'A curiosity in her own country', 1888

'A curiosity in her own country', 1888

Description

This black-and-white cartoon shows an Indigenous mother and her child who are dressed in European-style clothes and seated in what appears to be a city street. They are surrounded by rudely staring non-Indigenous onlookers, including a Chinese man. The cartoon by Phil May is captioned 'A CURIOSITY IN HER OWN COUNTRY.' It appeared in the Bulletin on 3 March 1888. This reproduction of the cartoon has been superimposed on the front cover of the Bulletin. The original image appeared in the text of the magazine.

Educational value

  • This image represents the situation for Indigenous people in urban Australia in 1888, the centenary year of British colonisation. Dispossessed of their land, many living in poverty, most of the Indigenous people of what became New South Wales were concentrated on reserves or living in camps on the fringes of towns and cities. They were out of sight of most non-Indigenous Australians, particularly city dwellers, many of whom had rarely seen an Indigenous person.
  • In 1888 a 'curiosity', used ironically in the caption, meant something that was unusual or an item worthy of a place in a collection. It was about this time that the traditional cultures of Indigenous Australians were beginning to be the subjects of anthropological study, and extensive ethnographical collections were being compiled.
  • The cartoonist uses satire to highlight the difficult situation for many Indigenous Australians by juxtaposing the idea of the Indigenous mother and child being seen as a 'curiosity' with the fact that the woman is 'in her own country'.
  • The Indigenous woman and her child are drawn realistically, while the peering onlookers are presented as caricatures. The inclusion of a Chinese participant in this drawing has been interpreted as May pointing out a racial double standard. In 1888 the Bulletin was running an anti-Chinese campaign, but in the image the Chinese man and other onlookers are shown as one united group.
  • Most non-Indigenous Australians in 1888 would not have agreed that Australia was the woman's 'own country'. Many believed it had never been. In common with the British legal doctrine on which land tenure was based, such people believed that Australia was 'terra nullius' - nobody's land - before British colonisation. They acknowledged no pre-existing land-ownership rights for Indigenous peoples at all.
  • May's drawing of a mother and healthy child would have cast some doubt on the belief among many non-Indigenous Australians that Indigenous people were a dying race. While this was not true, Australia's Indigenous population had been decimated due to diseases, conflicts and loss of country caused by British colonisation.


ASSIGNMENT:
Beneath this line are entries. Copy the range from the line with "The screen is" to the line with "Find the exact region of girl.", ends included, exactly; leave pictures out.

Start of PROVIDED INFORMATION

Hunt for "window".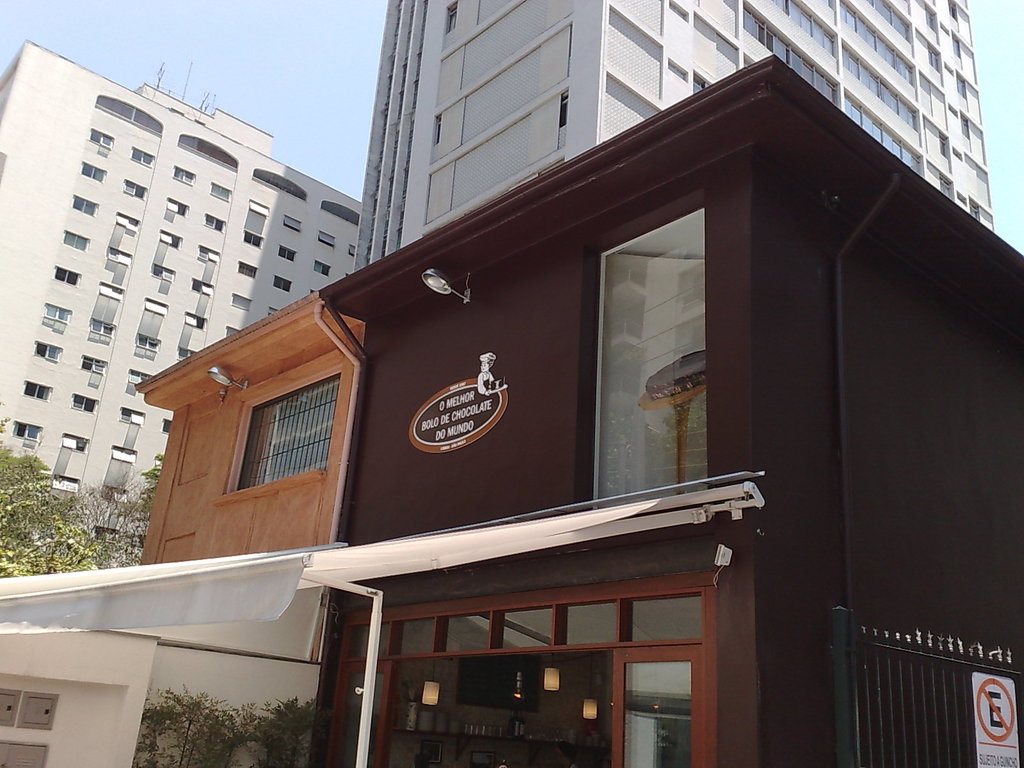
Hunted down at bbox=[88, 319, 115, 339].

End of PROVIDED INFORMATION
Start of PROVIDED INFORMATION

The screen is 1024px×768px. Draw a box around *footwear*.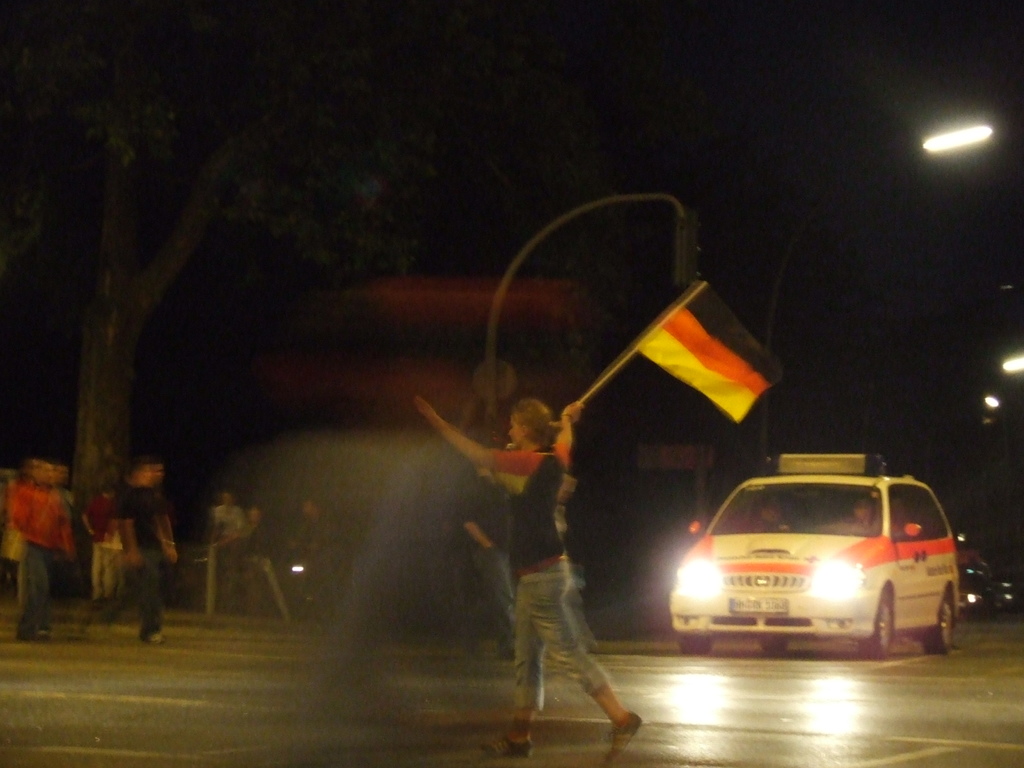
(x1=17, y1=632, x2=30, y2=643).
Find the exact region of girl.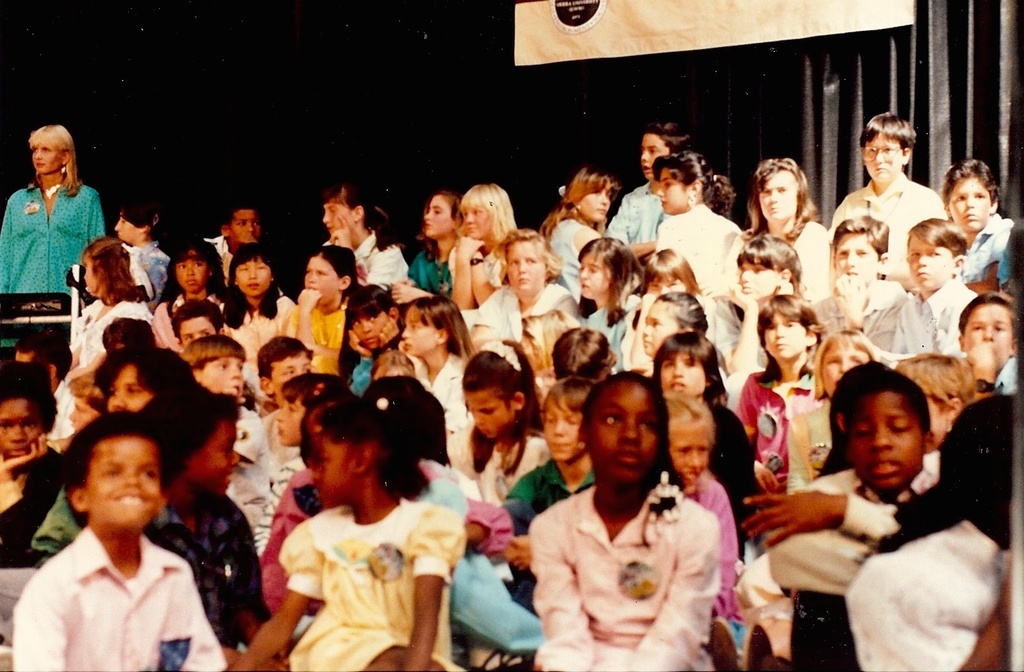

End of PROVIDED INFORMATION

THE ANSWER:
The screen is 1024px×768px. Draw a box around *footwear*.
(x1=17, y1=632, x2=30, y2=643).
Find the exact region of girl.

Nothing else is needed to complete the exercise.